Loose lips sink ships was a favorite expression of my dad, a proud Navy veteran of the invasion of Okinawa.

Loose lips also may result in another foreign intervention quagmire for the U.S. That's a lesson learned the hard way by President Obama—and now all of us.

It's unfortunate that an off-the-cuff statement uttered by Obama to staffers over a year ago about Syria crossing a "red line," if it either moves around or uses a "bunch of chemical weapons," now has America standing on the brink of another Middle Eastern adventure.

Obama finds himself in a no-win situation. Because of his impromptu words, the country's credibility with Russia, Iran, China and North Korea is at stake.

There are only no-win scenarios for the U.S. The Navy and Air Force can launch all the missile attacks that it wants on suspected chemical weapons launchers and Syrian military facilities. There's no guarantee that all the sites will be taken out.

The gift of time compounds Obama's woes. Undoubtedly, Syrian leadership is using the time leading up to a potential U.S. strike to hide its poisonous gas stocks. What happens a week following U.S. missile attacks when Syria launches a more devastating chemical weapons attack on civilians and rebels. Do we go in again and again and again? The President is blowing smoke when he tells Americans that any missile strike is a message or a shot across Syria’s bow.

Scenario two features a successful U.S. attack on every Syrian target and the capture of all chemical storage depots. Then what? After Iraq and Afghanistan, Americans have little stomach for a prolonged occupation of Syria. Who's going to run the place after strongman Assad is gone? Don't expect a moderate and secular Syria to emerge under the leadership of the fractured and rag-tag rebel groups? Didn't we learn a lesson from the ouster of Saddam Hussein in Iraq?

The current leadership void in Iraq has triggered the greatest wave of violence there in years. Similarly, Syria will explode into chaos.

The Middle East has become America's version of Black Flag's Roach Motel. As the tagline from Roach Motel’s classic 1981 TV commercial says, "Roaches check in, but they don't check out."

Like it or not, America will be stuck in Syria.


> **What the task asks**
The output should be every line below that includes the word "with".

> **Supplied entries**
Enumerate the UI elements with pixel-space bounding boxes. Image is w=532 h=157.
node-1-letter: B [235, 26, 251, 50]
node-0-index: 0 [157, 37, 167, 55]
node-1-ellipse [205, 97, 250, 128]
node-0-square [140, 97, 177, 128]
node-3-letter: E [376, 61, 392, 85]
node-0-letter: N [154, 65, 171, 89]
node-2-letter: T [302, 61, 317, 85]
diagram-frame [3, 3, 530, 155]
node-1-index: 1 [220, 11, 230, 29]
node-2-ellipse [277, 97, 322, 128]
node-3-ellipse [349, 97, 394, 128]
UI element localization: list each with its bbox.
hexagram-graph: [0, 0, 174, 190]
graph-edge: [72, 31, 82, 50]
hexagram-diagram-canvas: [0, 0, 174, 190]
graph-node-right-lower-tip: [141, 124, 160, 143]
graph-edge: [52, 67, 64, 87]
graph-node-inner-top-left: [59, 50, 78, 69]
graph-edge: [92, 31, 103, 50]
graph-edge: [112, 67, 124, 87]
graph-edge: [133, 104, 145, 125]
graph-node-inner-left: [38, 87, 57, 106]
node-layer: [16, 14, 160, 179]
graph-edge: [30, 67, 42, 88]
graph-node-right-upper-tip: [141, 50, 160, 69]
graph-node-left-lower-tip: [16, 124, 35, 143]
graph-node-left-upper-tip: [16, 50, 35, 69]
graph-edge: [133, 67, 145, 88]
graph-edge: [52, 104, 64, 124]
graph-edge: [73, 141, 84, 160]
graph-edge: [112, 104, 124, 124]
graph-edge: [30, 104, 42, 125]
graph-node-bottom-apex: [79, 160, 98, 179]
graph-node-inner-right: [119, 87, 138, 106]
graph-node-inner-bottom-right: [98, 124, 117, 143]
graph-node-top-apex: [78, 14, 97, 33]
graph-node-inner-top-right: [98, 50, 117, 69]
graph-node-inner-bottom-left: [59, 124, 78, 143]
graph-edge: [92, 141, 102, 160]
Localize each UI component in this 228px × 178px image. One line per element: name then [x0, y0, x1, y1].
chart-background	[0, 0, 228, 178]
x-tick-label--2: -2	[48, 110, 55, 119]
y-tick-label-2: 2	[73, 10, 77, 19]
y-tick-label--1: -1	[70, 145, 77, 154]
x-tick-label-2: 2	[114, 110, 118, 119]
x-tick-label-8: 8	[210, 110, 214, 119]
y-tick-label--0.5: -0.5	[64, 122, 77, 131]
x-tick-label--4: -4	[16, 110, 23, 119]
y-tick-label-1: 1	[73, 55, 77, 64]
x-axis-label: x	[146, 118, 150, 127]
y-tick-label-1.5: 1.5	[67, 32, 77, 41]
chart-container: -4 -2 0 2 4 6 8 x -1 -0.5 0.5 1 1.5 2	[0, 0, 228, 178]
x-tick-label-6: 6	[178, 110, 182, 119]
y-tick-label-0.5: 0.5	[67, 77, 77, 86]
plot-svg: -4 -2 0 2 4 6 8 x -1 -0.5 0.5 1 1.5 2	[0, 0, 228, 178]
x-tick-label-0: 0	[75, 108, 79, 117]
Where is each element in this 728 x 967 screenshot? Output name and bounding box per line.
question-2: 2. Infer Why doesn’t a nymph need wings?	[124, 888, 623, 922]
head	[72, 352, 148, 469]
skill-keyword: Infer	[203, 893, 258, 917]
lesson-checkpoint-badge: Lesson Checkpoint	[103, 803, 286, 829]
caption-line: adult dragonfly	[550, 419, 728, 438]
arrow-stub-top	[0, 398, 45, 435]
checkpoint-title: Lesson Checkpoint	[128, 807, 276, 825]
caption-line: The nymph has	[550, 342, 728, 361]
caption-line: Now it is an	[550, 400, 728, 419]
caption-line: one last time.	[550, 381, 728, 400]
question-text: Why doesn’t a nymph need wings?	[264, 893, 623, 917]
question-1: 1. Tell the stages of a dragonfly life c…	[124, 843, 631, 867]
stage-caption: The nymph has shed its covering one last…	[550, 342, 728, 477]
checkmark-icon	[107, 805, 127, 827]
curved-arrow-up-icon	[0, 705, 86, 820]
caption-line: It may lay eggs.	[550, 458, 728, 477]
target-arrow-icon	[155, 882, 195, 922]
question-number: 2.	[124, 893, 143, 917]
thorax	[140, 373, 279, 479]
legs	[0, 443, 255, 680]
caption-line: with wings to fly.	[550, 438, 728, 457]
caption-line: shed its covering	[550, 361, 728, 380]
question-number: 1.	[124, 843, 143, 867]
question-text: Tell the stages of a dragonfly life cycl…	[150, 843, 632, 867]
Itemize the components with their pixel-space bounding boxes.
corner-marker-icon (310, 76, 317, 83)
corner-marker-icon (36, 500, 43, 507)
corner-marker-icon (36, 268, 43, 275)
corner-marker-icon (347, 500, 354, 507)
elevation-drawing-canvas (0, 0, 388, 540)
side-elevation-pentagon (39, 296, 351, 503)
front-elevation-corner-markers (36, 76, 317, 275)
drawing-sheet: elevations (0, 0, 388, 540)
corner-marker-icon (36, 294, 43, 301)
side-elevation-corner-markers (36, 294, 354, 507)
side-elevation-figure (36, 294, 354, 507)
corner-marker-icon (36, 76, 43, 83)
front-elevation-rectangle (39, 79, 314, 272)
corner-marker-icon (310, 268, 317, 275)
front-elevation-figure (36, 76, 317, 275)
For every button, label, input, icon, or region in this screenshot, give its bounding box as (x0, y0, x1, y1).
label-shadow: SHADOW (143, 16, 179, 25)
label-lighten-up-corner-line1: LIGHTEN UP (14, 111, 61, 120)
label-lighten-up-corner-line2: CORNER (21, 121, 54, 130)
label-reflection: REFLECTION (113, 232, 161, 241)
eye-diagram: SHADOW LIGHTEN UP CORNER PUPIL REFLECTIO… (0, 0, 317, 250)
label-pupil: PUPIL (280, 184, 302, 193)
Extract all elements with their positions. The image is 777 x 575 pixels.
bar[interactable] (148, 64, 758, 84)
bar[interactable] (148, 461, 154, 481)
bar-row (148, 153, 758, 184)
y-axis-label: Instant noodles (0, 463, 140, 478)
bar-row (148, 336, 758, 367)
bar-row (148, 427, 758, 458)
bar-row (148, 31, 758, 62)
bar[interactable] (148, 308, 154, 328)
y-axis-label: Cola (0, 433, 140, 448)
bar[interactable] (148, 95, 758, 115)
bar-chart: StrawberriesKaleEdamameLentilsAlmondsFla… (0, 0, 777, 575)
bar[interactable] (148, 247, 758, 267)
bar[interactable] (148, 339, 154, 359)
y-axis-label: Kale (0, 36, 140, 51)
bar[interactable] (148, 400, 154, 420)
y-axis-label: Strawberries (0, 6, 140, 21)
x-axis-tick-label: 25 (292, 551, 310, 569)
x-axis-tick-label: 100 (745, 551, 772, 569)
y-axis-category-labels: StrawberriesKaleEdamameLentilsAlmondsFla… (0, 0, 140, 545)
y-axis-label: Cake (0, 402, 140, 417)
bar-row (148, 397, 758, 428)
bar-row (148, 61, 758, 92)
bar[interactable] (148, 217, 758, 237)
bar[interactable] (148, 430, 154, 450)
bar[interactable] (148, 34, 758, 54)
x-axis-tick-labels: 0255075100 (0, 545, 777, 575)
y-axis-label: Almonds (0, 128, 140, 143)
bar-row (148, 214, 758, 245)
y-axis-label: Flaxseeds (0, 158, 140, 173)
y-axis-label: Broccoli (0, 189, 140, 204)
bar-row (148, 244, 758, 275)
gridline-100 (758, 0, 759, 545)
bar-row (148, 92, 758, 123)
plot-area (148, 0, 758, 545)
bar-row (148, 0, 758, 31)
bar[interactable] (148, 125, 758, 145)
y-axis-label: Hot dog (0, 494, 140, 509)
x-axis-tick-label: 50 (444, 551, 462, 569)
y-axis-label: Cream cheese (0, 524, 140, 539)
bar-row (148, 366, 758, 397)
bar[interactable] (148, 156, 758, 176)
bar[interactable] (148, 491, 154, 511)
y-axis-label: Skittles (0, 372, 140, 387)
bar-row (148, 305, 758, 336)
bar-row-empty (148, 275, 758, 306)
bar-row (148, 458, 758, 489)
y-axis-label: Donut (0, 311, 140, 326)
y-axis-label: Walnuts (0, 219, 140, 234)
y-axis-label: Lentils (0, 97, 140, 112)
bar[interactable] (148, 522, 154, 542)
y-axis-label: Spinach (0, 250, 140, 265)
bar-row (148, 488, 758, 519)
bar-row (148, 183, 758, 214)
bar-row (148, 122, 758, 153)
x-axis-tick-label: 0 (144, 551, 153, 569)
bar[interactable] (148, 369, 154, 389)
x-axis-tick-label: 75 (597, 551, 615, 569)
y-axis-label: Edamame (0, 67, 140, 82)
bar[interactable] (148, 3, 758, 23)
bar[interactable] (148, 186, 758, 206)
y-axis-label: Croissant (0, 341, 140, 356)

> **Response area**
Enumerate the UI elements with pixel-space bounding boxes. Image is w=532 h=157.
UI element localization: list each with its bbox.
caption-line: with wings to fly.	[550, 438, 728, 457]
Itemize the components with their pixel-space bounding boxes.
Extract all elements with their positions. The image is 777 x 575 pixels.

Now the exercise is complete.